Just as importantly, delaeMD is designed to align incentives with outcomes. By focusing on prevention, metabolic health, and early risk identification, the goal is to reduce downstream disease burden rather than generate more visits or procedures. This allows clinicians to spend time where it matters most: helping patients understand their health, make informed choices, and adjust course over time.

delaeMD also reflects a broader reality about innovation in healthcare. Large systems, constrained by legacy infrastructure and financial risk, are rarely positioned to experiment with new delivery models. Smaller, physician‑led organizations have more flexibility to test, iterate, and refine approaches that challenge the status quo. delaeMD operates in that space—willing to rethink how outpatient medicine is delivered, while remaining grounded in evidence and clinical rigor.

In many ways, delaeMD isn’t proposing something radical. It’s applying what we already know works—continuity, prevention, patient engagement, and data‑informed care—within a system intentionally designed to support those goals. The technology enables it, but the philosophy drives it.

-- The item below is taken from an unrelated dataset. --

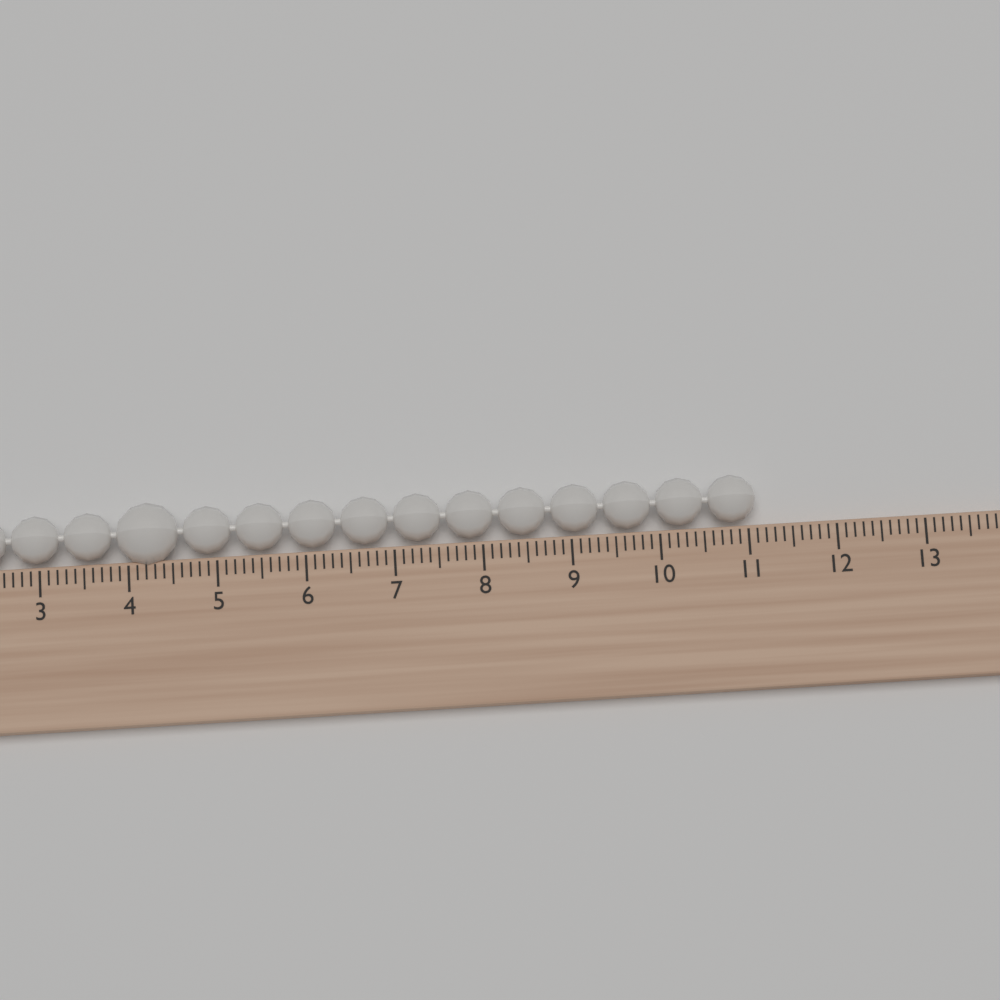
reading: 11.1 (no unit)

If preventive medicine is going to move forward, it won’t be by adding more tools to a broken structure. It will come from building care models that finally align how medicine is delivered with what medicine already knows how to do. delaeMD is one attempt to do exactly that.

References

  1. Nguyen MT, Schotland SV, Howell JD. Ann Intern Med. 2022;175(10):1468‑1474.
  2. Jones R, Higgs R, de Angelis C, Prideaux D. Lancet. 2001;357(9257):699‑703.
  3. Garrison RL. J Fam Pract. 1995;40(3):281‑287.
  4. Saini V, Garcia‑Armesto S, Klemperer D, et al. Lancet. 2017;390(10090):178‑190.
  5. Levine DM, Linder JA, Landon BE. JAMA Intern Med. 2016;176(12):1778‑1790.
  6. Fineberg HV. N Engl J Med. 2012;366(11):1020‑1027.
  7. Lavoie KL, Rash JA, Campbell TS. Annu Rev Pharmacol Toxicol. 2017;57:263‑283.
  8. Curfman A, Hackell JM, Herendeen NE, et al. Pediatrics. 2022;149(3):e2021056035.
  9. Takahashi EA, Schwamm LH, Adeoye OM, et al. Circulation. 2022;146(25):e558‑e568.
  10. Birati Y, Tzemah‑Shahar R. J Med Internet Res. 2026;28:e75591.
  11. Kelly FA, Moraes FCA, Lôbo AOM, et al. J Telemed Telecare. 2025;31(10):1382‑1400.
  12. Mabeza RMS, Maynard K, Tarn DM. BMC Prim Care. 2022;23(1):52.
  13. Baughman DJ, Jabbarpour Y, Westfall JM, et al. JAMA Netw Open. 2022;5(9):e2233267.
  14. Leo DG, Buckley BJR, Chowdhury M, et al. J Med Internet Res. 2022;24(11):e35508.
  15. Smedslund G, Østerås N, Hestevik CH. JMIR mHealth uHealth. 2025;13:e68464.
  16. Brickwood KJ, Watson G, O’Brien J, Williams AD. JMIR mHealth uHealth. 2019;7(4):e11819.
  17. Miller DP Jr, Weaver KE, Case LD, et al. JAMA Intern Med. 2022;182(3):312‑320.